'Eating machine' helps ID insulin activity

By Graeme O'Neill
Tuesday, 04 November, 2003

Diabetes researchers at Sydney's Garvan Institute have identified a gene that plays a key role in cellular sensitivity to insulin -- and which could be a target for anti-obesity drugs.

Dr Juan Molero told the recent ComBio 2003 conference in Melbourne that his team had developed a knockout mouse lacking the C-Cbl gene. It's a hot, lean eating machine, with a resting metabolic rate 30 per cent higher than its littermates.

The transgenic mouse burns glucose so rapidly that its body temperature is a full degree higher than normal. Although it eats prodigiously, it has very low reserves of body fat, and 35 per cent less brown fat, the energy store that chilled mammals use to generate body heat by shivering.

The Garvan has patented its discovery. Molero says that, despite its normal role in downregulating energy metabolism, C-Cbl does not appear to be essential for the normal activity of insulin throughout the body, making it a promising target for the treatment of non-insulin dependent diabetes and obesity.

Molero says it's not yet known in which tissues C-Cbl is normally active, and its mode of action is unclear, but it may down-regulate the synthesis of ATP in mitochondria.

To identify the tissues in which C-Cbl is active, the Garvan team is experimenting with a novel technique developed in-house, which uses electroporation and antisense DNA to produce localised, tissue-specific gene knockouts in normal mice,

The DNA is injected into the target tissue, which is then zapped with an electrical charge to make the cell membranes permeable so they take up the DNA, silencing the gene.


What the task requires:
Leaving every picture out, repeat all of the entries below exactly.

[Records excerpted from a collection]
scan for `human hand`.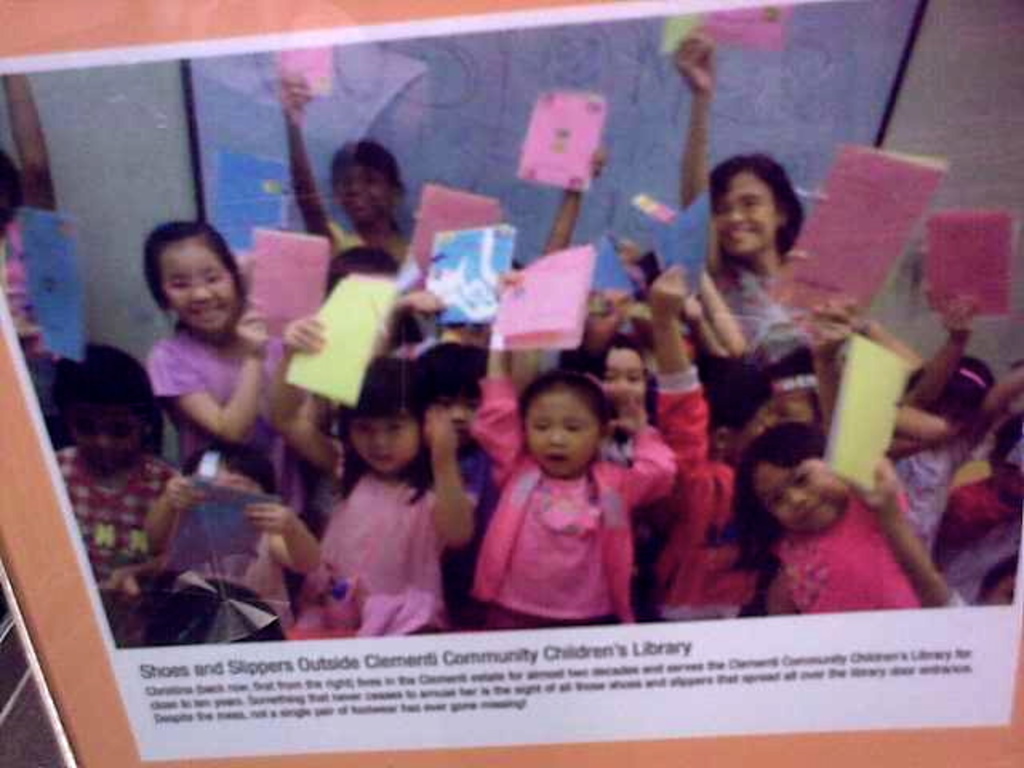
Scan result: [584, 285, 630, 347].
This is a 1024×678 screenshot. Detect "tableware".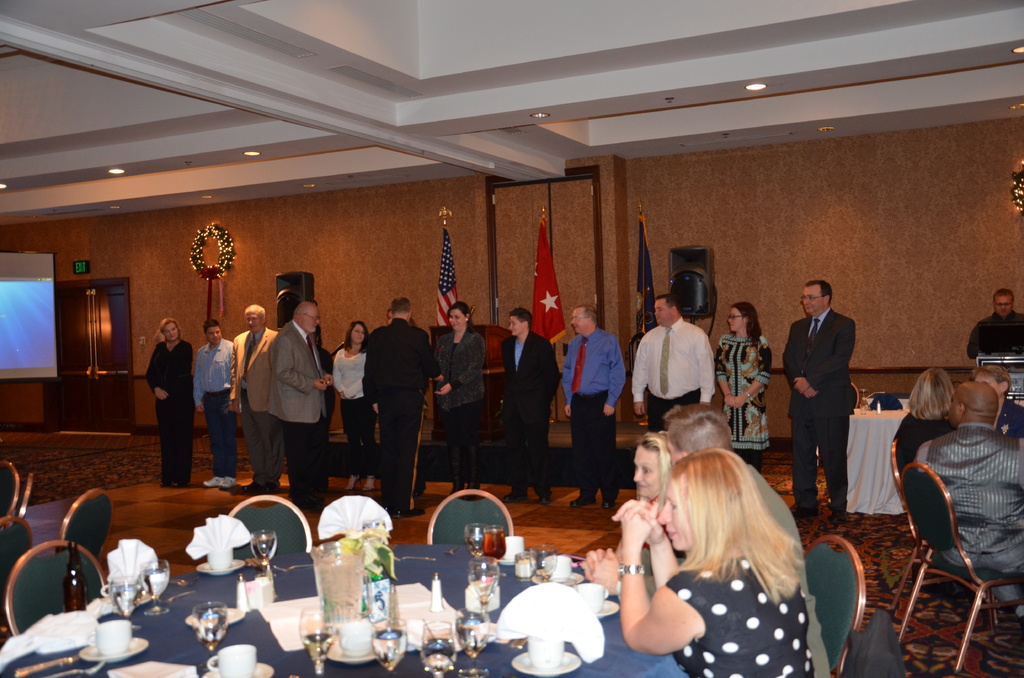
rect(511, 638, 581, 675).
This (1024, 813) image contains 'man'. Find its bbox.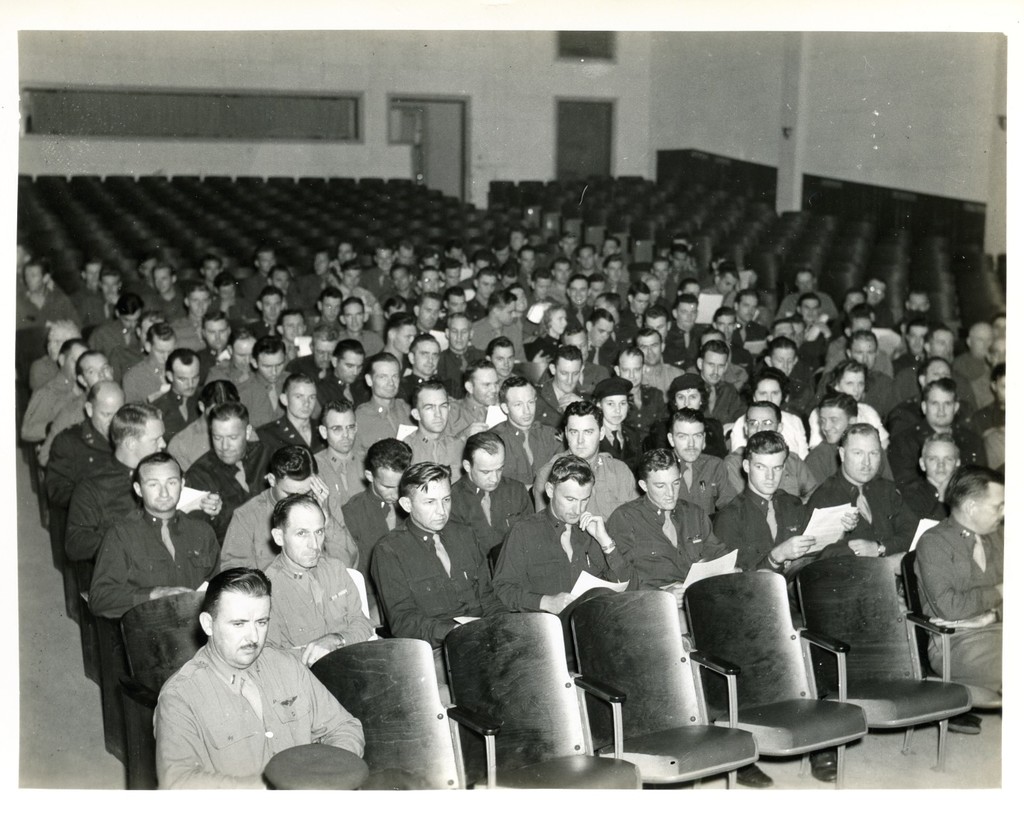
bbox(848, 313, 877, 330).
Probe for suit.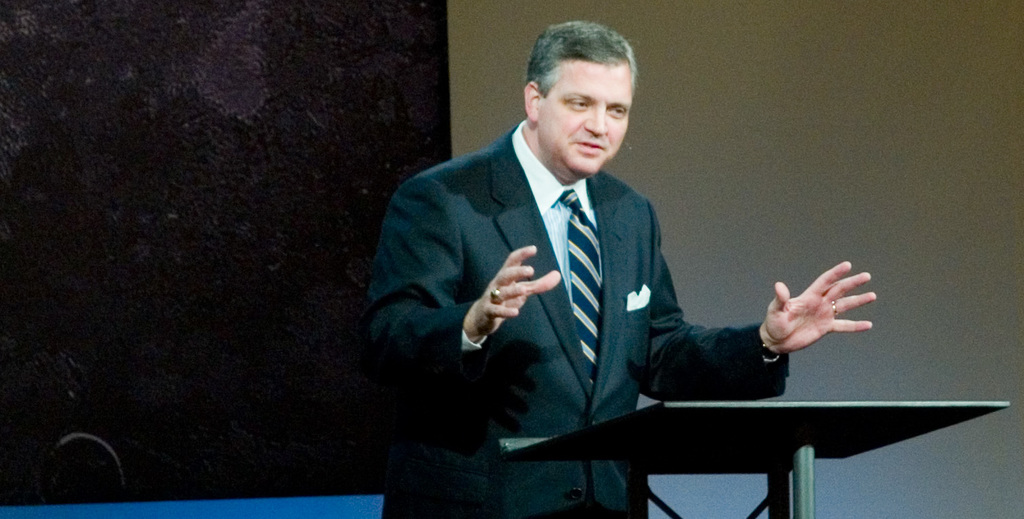
Probe result: box=[369, 125, 809, 454].
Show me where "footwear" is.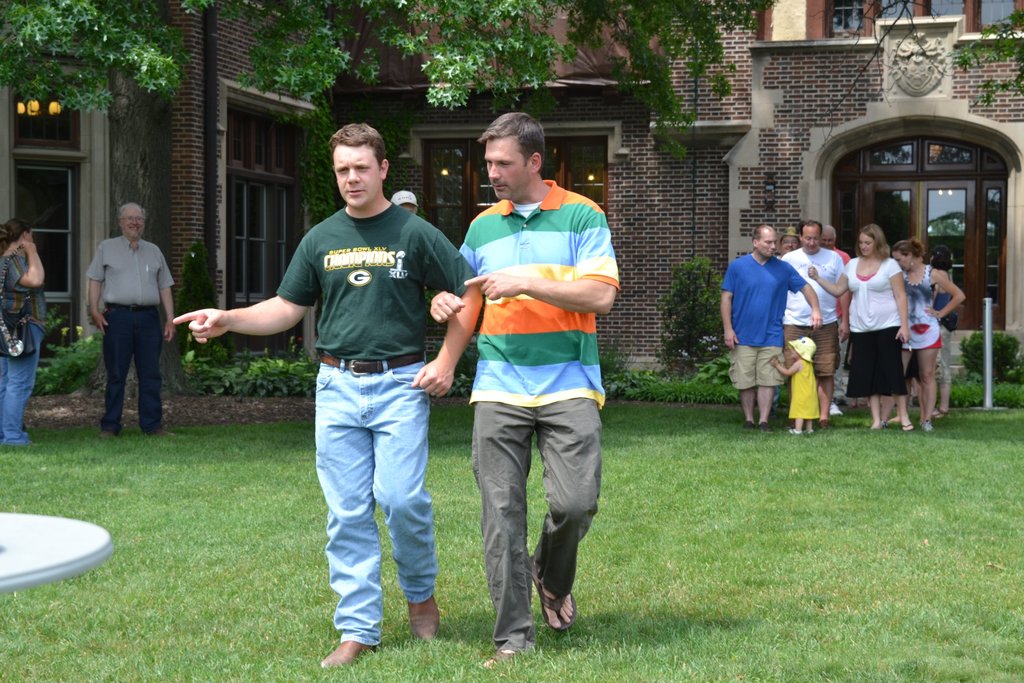
"footwear" is at 481,636,534,673.
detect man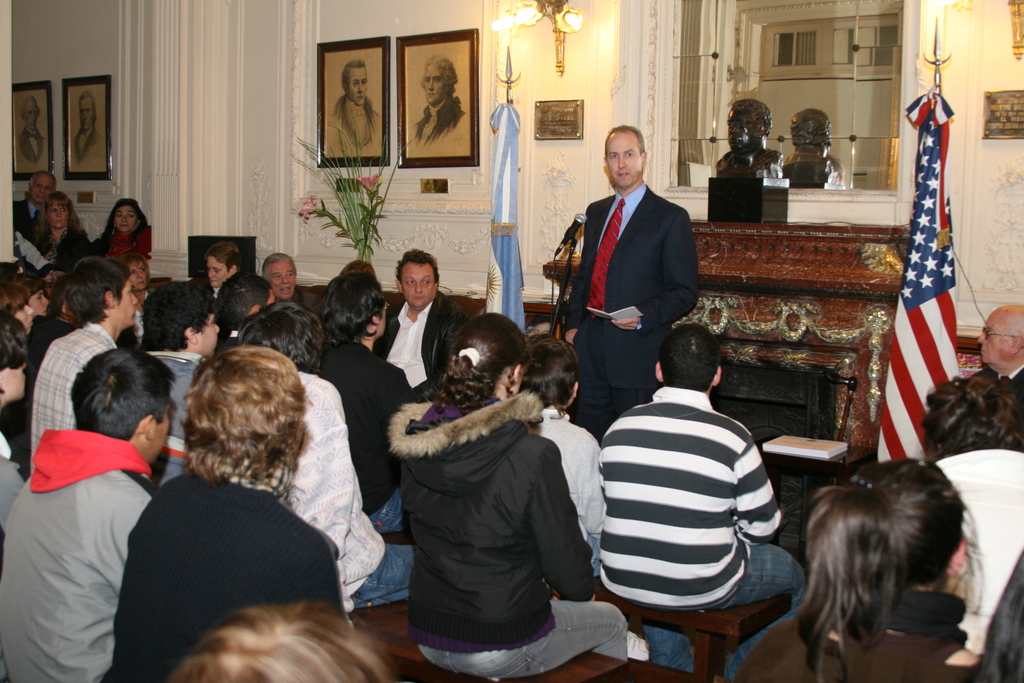
Rect(600, 322, 829, 673)
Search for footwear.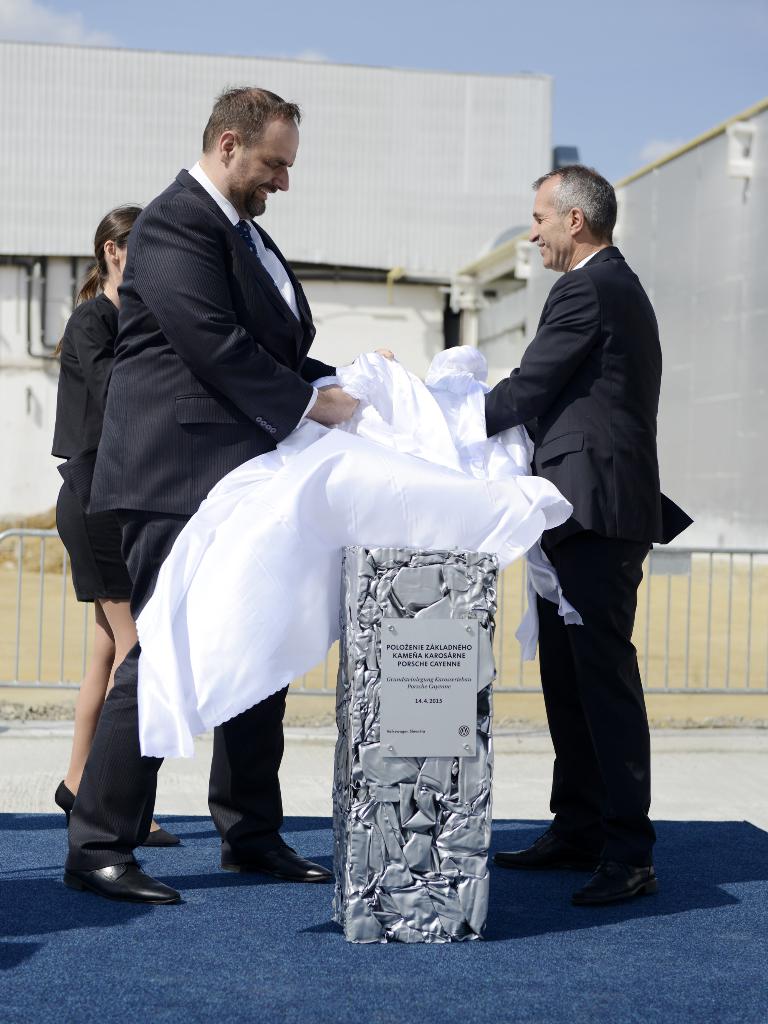
Found at select_region(493, 824, 600, 870).
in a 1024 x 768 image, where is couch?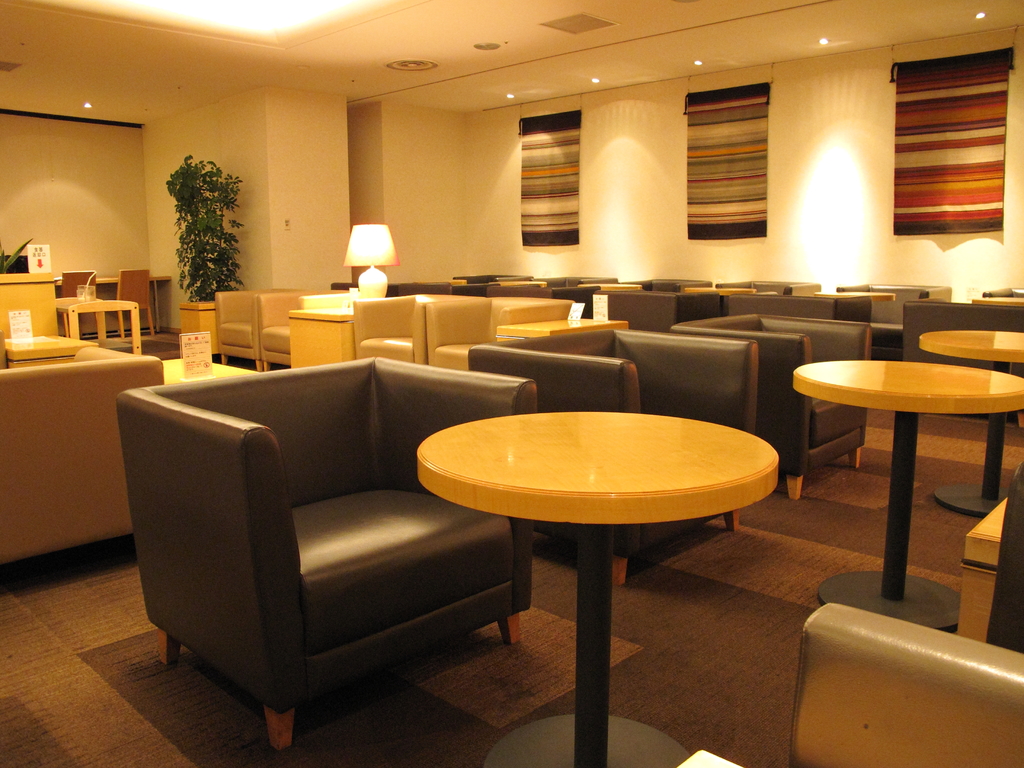
box=[332, 281, 454, 296].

Answer below:
scan for `human hand`.
Scan result: [584, 285, 630, 347].
This is a 1024×678 screenshot. Detect "tableware".
rect(511, 638, 581, 675).
This (1024, 813) image contains 'man'. Find its bbox.
bbox(848, 313, 877, 330).
Probe for suit.
Probe result: box=[369, 125, 809, 454].
Show me where "footwear" is.
"footwear" is at 481,636,534,673.
detect man
Rect(600, 322, 829, 673)
Search for footwear.
Found at select_region(493, 824, 600, 870).
in a 1024 x 768 image, where is couch?
box=[332, 281, 454, 296].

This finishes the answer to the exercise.